Lucy, 24, was also misdiagnosed with depression, panic attacks, and PCOS, before her pharmacist told her GP she needed to have a CT scan, which picked up her brain tumour.
Lucy said she initially assumed her GP knew better than her, but now says: “If there is something wrong you need to advocate for yourself.”
“You do know your own body,” She added.
Lucy’s symptoms started before she began her English degree at Goldsmith’s, in September 2018.
Her early symptoms included zoning out, frequent deja vu, and hallucinating the smell of bacon, despite being vegetarian.
When she went home to isolate from the pandemic in March 2020, her symptoms worsened to include seizures which caused her to pass out, and “migraines so bad the entire right side of my body would go numb,”
“I thought I’m either going into psychosis or I’ve got a tumour – it definitely wasn’t depression or anxiety,” Lucy said.
Lucy began to google her symptoms, and said everything pointed to epilepsy and a brain tumour (her eventual diagnosis), but a different GP dismissed her as “too young,”
“A girl like you wouldn’t have a brain tumour,” they said.
Research conducted by the University of Cambridge and King’s College London showed doctors in the UK ranked patients’ own assessment of their symptoms as the “least important” piece of evidence for diagnosis.
The same study found almost half of the patients studied reported never or rarely being asked for their own assessment of their disease.
The research’s lead author, Dr Melanie Sloan, said: “It’s incredibly important that we listen to and value patients’ insights and their own interpretations of their symptoms (…) they are the people that know what it is like to live with their condition.”

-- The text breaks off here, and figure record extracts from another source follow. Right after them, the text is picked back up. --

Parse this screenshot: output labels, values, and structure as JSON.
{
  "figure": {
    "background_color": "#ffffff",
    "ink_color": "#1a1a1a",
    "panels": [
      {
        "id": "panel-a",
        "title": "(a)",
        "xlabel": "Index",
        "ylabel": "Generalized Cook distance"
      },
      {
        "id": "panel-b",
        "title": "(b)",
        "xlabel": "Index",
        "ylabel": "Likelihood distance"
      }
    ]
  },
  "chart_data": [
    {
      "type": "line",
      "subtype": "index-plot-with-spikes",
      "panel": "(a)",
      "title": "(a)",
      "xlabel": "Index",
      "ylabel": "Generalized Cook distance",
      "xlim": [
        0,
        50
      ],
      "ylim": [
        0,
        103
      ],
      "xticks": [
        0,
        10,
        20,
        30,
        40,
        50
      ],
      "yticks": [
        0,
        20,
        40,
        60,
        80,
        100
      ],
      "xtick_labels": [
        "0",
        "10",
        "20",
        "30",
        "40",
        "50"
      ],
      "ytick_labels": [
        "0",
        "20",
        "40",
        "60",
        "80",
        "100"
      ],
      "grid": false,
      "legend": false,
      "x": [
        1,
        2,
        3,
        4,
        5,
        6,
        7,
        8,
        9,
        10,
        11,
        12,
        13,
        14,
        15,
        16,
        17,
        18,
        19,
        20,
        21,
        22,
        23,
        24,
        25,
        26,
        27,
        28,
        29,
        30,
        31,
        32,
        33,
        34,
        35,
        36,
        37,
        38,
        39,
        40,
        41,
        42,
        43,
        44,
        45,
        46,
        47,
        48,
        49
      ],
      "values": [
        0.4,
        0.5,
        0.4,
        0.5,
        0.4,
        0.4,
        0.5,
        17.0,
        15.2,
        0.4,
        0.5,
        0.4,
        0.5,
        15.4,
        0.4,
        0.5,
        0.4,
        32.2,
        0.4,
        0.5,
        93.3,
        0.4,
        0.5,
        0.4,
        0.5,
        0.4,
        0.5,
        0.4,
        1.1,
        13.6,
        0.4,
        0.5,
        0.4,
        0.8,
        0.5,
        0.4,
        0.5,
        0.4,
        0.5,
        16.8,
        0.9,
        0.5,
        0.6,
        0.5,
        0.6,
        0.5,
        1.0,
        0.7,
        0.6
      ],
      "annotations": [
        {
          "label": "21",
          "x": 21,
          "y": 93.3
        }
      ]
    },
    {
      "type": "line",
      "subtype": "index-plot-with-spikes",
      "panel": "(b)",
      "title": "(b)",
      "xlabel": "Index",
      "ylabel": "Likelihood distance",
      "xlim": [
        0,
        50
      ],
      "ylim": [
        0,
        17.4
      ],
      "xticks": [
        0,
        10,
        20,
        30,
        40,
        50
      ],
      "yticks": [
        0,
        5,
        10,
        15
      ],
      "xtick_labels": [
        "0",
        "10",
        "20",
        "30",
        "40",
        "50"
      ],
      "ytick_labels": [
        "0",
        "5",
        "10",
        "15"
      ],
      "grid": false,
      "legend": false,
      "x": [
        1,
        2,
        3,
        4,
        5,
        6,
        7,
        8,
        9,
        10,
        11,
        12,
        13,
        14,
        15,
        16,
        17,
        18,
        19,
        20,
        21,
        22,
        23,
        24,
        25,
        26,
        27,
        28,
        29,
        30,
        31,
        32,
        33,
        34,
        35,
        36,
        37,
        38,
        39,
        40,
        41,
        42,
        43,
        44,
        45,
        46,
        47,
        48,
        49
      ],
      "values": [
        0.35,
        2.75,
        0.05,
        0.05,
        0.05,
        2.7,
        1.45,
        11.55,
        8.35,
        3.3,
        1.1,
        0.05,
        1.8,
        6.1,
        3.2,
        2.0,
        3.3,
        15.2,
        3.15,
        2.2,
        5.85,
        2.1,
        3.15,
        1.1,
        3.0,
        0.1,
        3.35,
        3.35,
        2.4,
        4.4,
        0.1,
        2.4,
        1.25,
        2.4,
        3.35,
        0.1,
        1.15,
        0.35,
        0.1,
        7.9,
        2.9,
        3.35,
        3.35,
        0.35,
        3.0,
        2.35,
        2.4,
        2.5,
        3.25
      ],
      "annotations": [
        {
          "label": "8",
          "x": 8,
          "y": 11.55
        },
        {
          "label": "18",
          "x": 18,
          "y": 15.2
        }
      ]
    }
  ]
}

She added: “We also need to make sure that clinicians have the time to fully explore each patient’s symptoms, something that is challenging within the constraints of current health systems.”
Lucy was experiencing permanent visual hallucinations when she reached out to her local pharmacist for help.
Her hallucinations included seeing pink elephants, pins and needles in her face, and tasting metal.
Lucy says she cried down the phone to her local pharmacist, who spoke to her GP.
She said: “Once he’d spoken to my GP, they arranged for me to have CT scan.”
In June, the scan found a benign brain tumour, requiring a craniotomy to remove.
Lucy took a year out of her studies to recover, but was able to return in 2021, and graduated a year later.
She is now able to lead a normal life, but with epilepsy and short-term memory loss.
Lucy said: “I caught my brain tumour early (…) If I hadn’t there could have been a chance it wouldn’t have been removed and the ending would have been a different scenario.”
“People think a brain tumour is a death sentence – it’s not always that way.” she added.